What can be said about this script but "Wow!" It comes to life right off the page. It would honestly be enough just to read this script - that's more than I need. But to see it in action is wonderful as well.
Anyways, if there's one thing that always hits me about Tarantino and his situation is that everyone tries to copy two things from him: non-linear storylines and pop-culture referencing dialogue. While the first one you can copy to the end of time because it's not his invention, the other aspect is really the unique spark that makes him him. In other words, its impossible to copy.
But more importantly, it need not be copied. Why? Because that stuff is what makes it Tarantino, but that's not what makes it good.
What makes a Tarantino script good - outside of the wildly inventive dialogue - is the scenarios themselves. And I don't mean specifically two people holding up a coffee shop or some guy accidentally blowing another guy's head off. All of that is incidental. What makes his stuff great is that he focuses more on the characters than the scenario or scene and lets the scene or scenario flow directly out of the characterization.
In fact, on a recent interview with Charlie Rose, Tarantino talks about how the characters just talk, he makes them up and they lead him. He's said this before, of course, but he added one little tidbit which was that sometimes he might want a character to, for instance, walk from Point A to Point B. But in writing the scene and letting the character control itself, the character may decide it doesn't want to go to Point B, it may want to go to Point C.
In other words - in the same way he lets the characters' dialogue flow naturally without trying to preconceive or construct it, so do the scenarios come into creation, naturally and organically from the nature of the characters.
Thus, when Jules and Vincent walk into the apartment to get the briefcase, they approach the situation in a way ONLY THEY WOULD HAVE DONE IT. They don't barge in, guns blazing, because Tarantino thought that would be cool. What he's doing is he's approaching the material as an observer and letting the characters do things the way they want to do it.
And the end result of this way of writing is the set-piece, or a long, sustained sequence following one or more characters through one central action. For instance, the Vincent and Mia date sequence. This makes things slightly episodic, but as Pulp Fiction shows, this can work great. And of course, by making it non-linear, Tarantino not only makes the episodic nature work, he makes it work to his advantage.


## [REQUIREMENT]
Copy all records verbatim, images excluded.

## [INFORMATION GIVEN]
+-------+
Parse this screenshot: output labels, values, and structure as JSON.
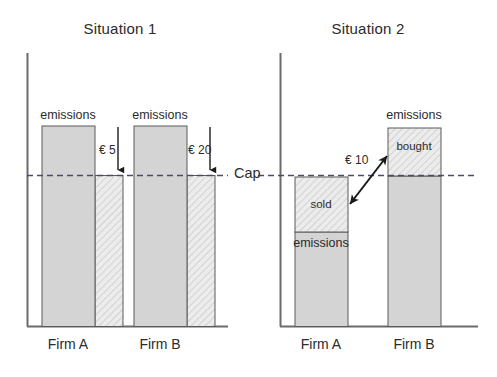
{
  "figure": {
    "width": 497,
    "height": 377,
    "background": "#ffffff",
    "cap": {
      "label": "Cap",
      "label_x": 234,
      "label_y": 166,
      "y": 175.5,
      "line_color": "#4a4a6a",
      "segments": [
        {
          "x1": 27,
          "x2": 228
        },
        {
          "x1": 258,
          "x2": 478
        }
      ]
    },
    "colors": {
      "bar_fill_solid": "#d4d4d4",
      "bar_fill_hatched": "#ececec",
      "bar_stroke": "#5a5a5a",
      "axis": "#6b6b6b",
      "text": "#2b2b2b",
      "arrow": "#1a1a1a",
      "hatch_line": "#b8b8b8"
    },
    "panels": [
      {
        "id": "situation-1",
        "title": "Situation 1",
        "title_x": 120,
        "title_y": 20,
        "axis": {
          "x": 27,
          "y_top": 53,
          "y_bottom": 326,
          "x_right": 228
        },
        "bars": [
          {
            "id": "firm-a",
            "category": "Firm A",
            "category_x": 68,
            "category_y": 335,
            "segments": [
              {
                "id": "emissions-above-cap",
                "x": 42,
                "y": 126,
                "w": 53,
                "h": 200,
                "style": "solid"
              },
              {
                "id": "allowance-shortfall",
                "x": 95,
                "y": 175.5,
                "w": 28,
                "h": 150.5,
                "style": "hatched"
              }
            ],
            "top_label": {
              "text": "emissions",
              "x": 68,
              "y": 110
            },
            "price": {
              "text": "€ 5",
              "label_x": 99,
              "label_y": 142,
              "arrow_x": 118,
              "arrow_y_top": 127,
              "arrow_y_bottom": 175
            }
          },
          {
            "id": "firm-b",
            "category": "Firm B",
            "category_x": 160,
            "category_y": 335,
            "segments": [
              {
                "id": "emissions-above-cap",
                "x": 134,
                "y": 126,
                "w": 53,
                "h": 200,
                "style": "solid"
              },
              {
                "id": "allowance-shortfall",
                "x": 187,
                "y": 175.5,
                "w": 28,
                "h": 150.5,
                "style": "hatched"
              }
            ],
            "top_label": {
              "text": "emissions",
              "x": 160,
              "y": 110
            },
            "price": {
              "text": "€ 20",
              "label_x": 188,
              "label_y": 142,
              "arrow_x": 210,
              "arrow_y_top": 127,
              "arrow_y_bottom": 175
            }
          }
        ]
      },
      {
        "id": "situation-2",
        "title": "Situation 2",
        "title_x": 368,
        "title_y": 20,
        "axis": {
          "x": 280,
          "y_top": 53,
          "y_bottom": 326,
          "x_right": 478
        },
        "bars": [
          {
            "id": "firm-a",
            "category": "Firm A",
            "category_x": 321,
            "category_y": 335,
            "segments": [
              {
                "id": "sold-allowances",
                "x": 295,
                "y": 177,
                "w": 53,
                "h": 55,
                "style": "hatched"
              },
              {
                "id": "actual-emissions",
                "x": 295,
                "y": 232,
                "w": 53,
                "h": 94,
                "style": "solid"
              }
            ],
            "inner_label": {
              "text": "sold",
              "x": 321,
              "y": 198
            },
            "below_label": {
              "text": "emissions",
              "x": 321,
              "y": 236
            }
          },
          {
            "id": "firm-b",
            "category": "Firm B",
            "category_x": 414,
            "category_y": 335,
            "segments": [
              {
                "id": "bought-allowances",
                "x": 388,
                "y": 128,
                "w": 53,
                "h": 48,
                "style": "hatched"
              },
              {
                "id": "capped-emissions",
                "x": 388,
                "y": 176,
                "w": 53,
                "h": 150,
                "style": "solid"
              }
            ],
            "inner_label": {
              "text": "bought",
              "x": 414,
              "y": 139
            },
            "top_label": {
              "text": "emissions",
              "x": 414,
              "y": 110
            }
          }
        ],
        "trade_arrow": {
          "price": "€ 10",
          "label_x": 345,
          "label_y": 153,
          "x1": 349,
          "y1": 205,
          "x2": 388,
          "y2": 155
        }
      }
    ]
  }
}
+-------+
## [YOUR RESPONSE]
Parse this screenshot: output labels, values, and structure as JSON.
{
  "figure": {
    "width": 497,
    "height": 377,
    "background": "#ffffff",
    "cap": {
      "label": "Cap",
      "label_x": 234,
      "label_y": 166,
      "y": 175.5,
      "line_color": "#4a4a6a",
      "segments": [
        {
          "x1": 27,
          "x2": 228
        },
        {
          "x1": 258,
          "x2": 478
        }
      ]
    },
    "colors": {
      "bar_fill_solid": "#d4d4d4",
      "bar_fill_hatched": "#ececec",
      "bar_stroke": "#5a5a5a",
      "axis": "#6b6b6b",
      "text": "#2b2b2b",
      "arrow": "#1a1a1a",
      "hatch_line": "#b8b8b8"
    },
    "panels": [
      {
        "id": "situation-1",
        "title": "Situation 1",
        "title_x": 120,
        "title_y": 20,
        "axis": {
          "x": 27,
          "y_top": 53,
          "y_bottom": 326,
          "x_right": 228
        },
        "bars": [
          {
            "id": "firm-a",
            "category": "Firm A",
            "category_x": 68,
            "category_y": 335,
            "segments": [
              {
                "id": "emissions-above-cap",
                "x": 42,
                "y": 126,
                "w": 53,
                "h": 200,
                "style": "solid"
              },
              {
                "id": "allowance-shortfall",
                "x": 95,
                "y": 175.5,
                "w": 28,
                "h": 150.5,
                "style": "hatched"
              }
            ],
            "top_label": {
              "text": "emissions",
              "x": 68,
              "y": 110
            },
            "price": {
              "text": "€ 5",
              "label_x": 99,
              "label_y": 142,
              "arrow_x": 118,
              "arrow_y_top": 127,
              "arrow_y_bottom": 175
            }
          },
          {
            "id": "firm-b",
            "category": "Firm B",
            "category_x": 160,
            "category_y": 335,
            "segments": [
              {
                "id": "emissions-above-cap",
                "x": 134,
                "y": 126,
                "w": 53,
                "h": 200,
                "style": "solid"
              },
              {
                "id": "allowance-shortfall",
                "x": 187,
                "y": 175.5,
                "w": 28,
                "h": 150.5,
                "style": "hatched"
              }
            ],
            "top_label": {
              "text": "emissions",
              "x": 160,
              "y": 110
            },
            "price": {
              "text": "€ 20",
              "label_x": 188,
              "label_y": 142,
              "arrow_x": 210,
              "arrow_y_top": 127,
              "arrow_y_bottom": 175
            }
          }
        ]
      },
      {
        "id": "situation-2",
        "title": "Situation 2",
        "title_x": 368,
        "title_y": 20,
        "axis": {
          "x": 280,
          "y_top": 53,
          "y_bottom": 326,
          "x_right": 478
        },
        "bars": [
          {
            "id": "firm-a",
            "category": "Firm A",
            "category_x": 321,
            "category_y": 335,
            "segments": [
              {
                "id": "sold-allowances",
                "x": 295,
                "y": 177,
                "w": 53,
                "h": 55,
                "style": "hatched"
              },
              {
                "id": "actual-emissions",
                "x": 295,
                "y": 232,
                "w": 53,
                "h": 94,
                "style": "solid"
              }
            ],
            "inner_label": {
              "text": "sold",
              "x": 321,
              "y": 198
            },
            "below_label": {
              "text": "emissions",
              "x": 321,
              "y": 236
            }
          },
          {
            "id": "firm-b",
            "category": "Firm B",
            "category_x": 414,
            "category_y": 335,
            "segments": [
              {
                "id": "bought-allowances",
                "x": 388,
                "y": 128,
                "w": 53,
                "h": 48,
                "style": "hatched"
              },
              {
                "id": "capped-emissions",
                "x": 388,
                "y": 176,
                "w": 53,
                "h": 150,
                "style": "solid"
              }
            ],
            "inner_label": {
              "text": "bought",
              "x": 414,
              "y": 139
            },
            "top_label": {
              "text": "emissions",
              "x": 414,
              "y": 110
            }
          }
        ],
        "trade_arrow": {
          "price": "€ 10",
          "label_x": 345,
          "label_y": 153,
          "x1": 349,
          "y1": 205,
          "x2": 388,
          "y2": 155
        }
      }
    ]
  }
}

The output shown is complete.